Thursday, December 20, 2012

Bulletproof Backpack Sales Soar After Elementary School Shooting

Guns aren’t the only product flying off the shelves in the wake of the Connecticut elementary school shooting that killed 20 children and 7 adults. Parents hoping to shield their children from the terrible fate that befell the kids of Newtown are purchasing armored backpack, meant to protect fragile bodies from bullet fire.

Sadly, this seemingly drastic attempt to steel children to the whims of firearms might not even be enough to save their lives; the AP reports that “the armor is designed to stop bullets from handguns, not assault weapons like the one used in the shooting at the Newtown, Conn., school.” And Psychiatrists worry about the emotional implications, too, of arming children:

Anne Marie Albano, psychiatry director at Columbia University’s Clinic for Anxiety and Related Disorders, said parents should convey calmness, not anxiety.

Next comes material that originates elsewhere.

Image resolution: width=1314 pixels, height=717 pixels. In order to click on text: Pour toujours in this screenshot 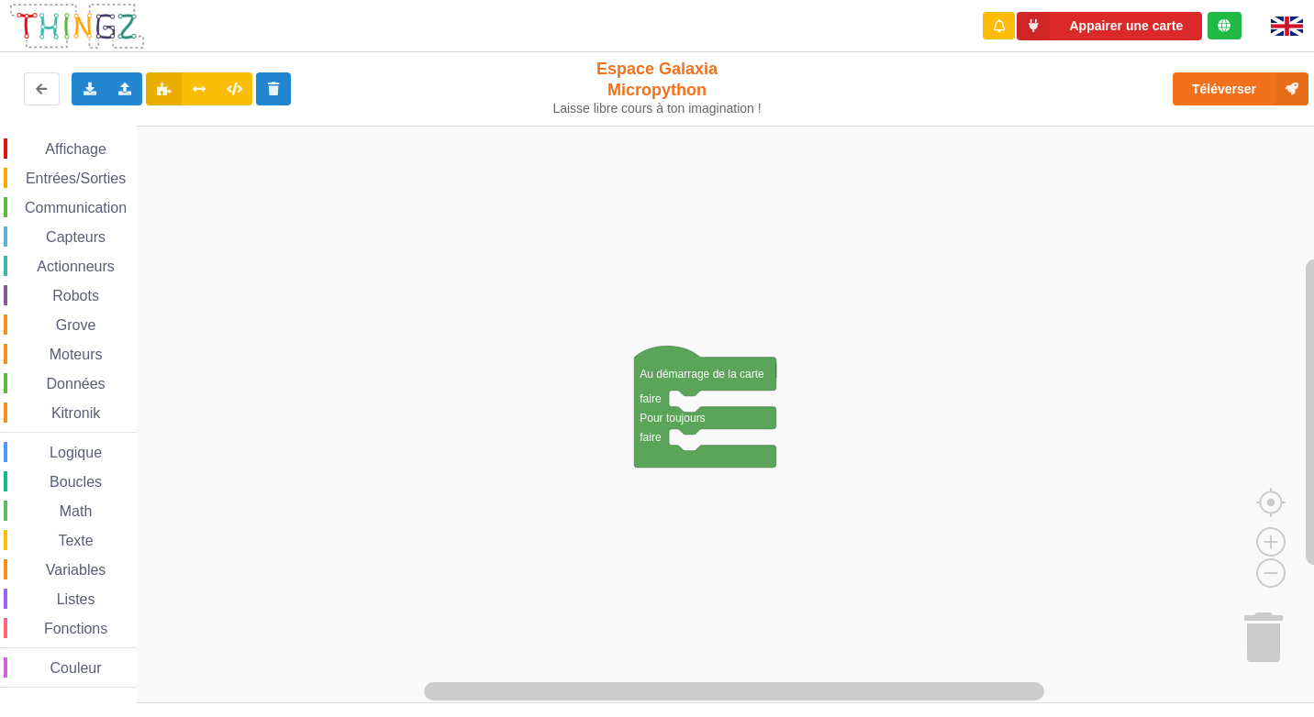, I will do `click(671, 418)`.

‘‘This is not serving to keep children safe,’’ she said. ‘‘This is serving to increase their fear and their suspicion of their peers.’’

At Amendment II in Salt Lake City, sales of its children’s backpacks and armored inserts have increased, with 200 purchase requests Wednesday alone.

Armored backpacks aren’t the only military upgrade that youngsters are receiving in response to the massacre. Earlier this week, an 11 year-old boy brought a gun to school (unloaded, but with ammunition in his backpack), saying he wanted to protect himself from another potential mass shooting.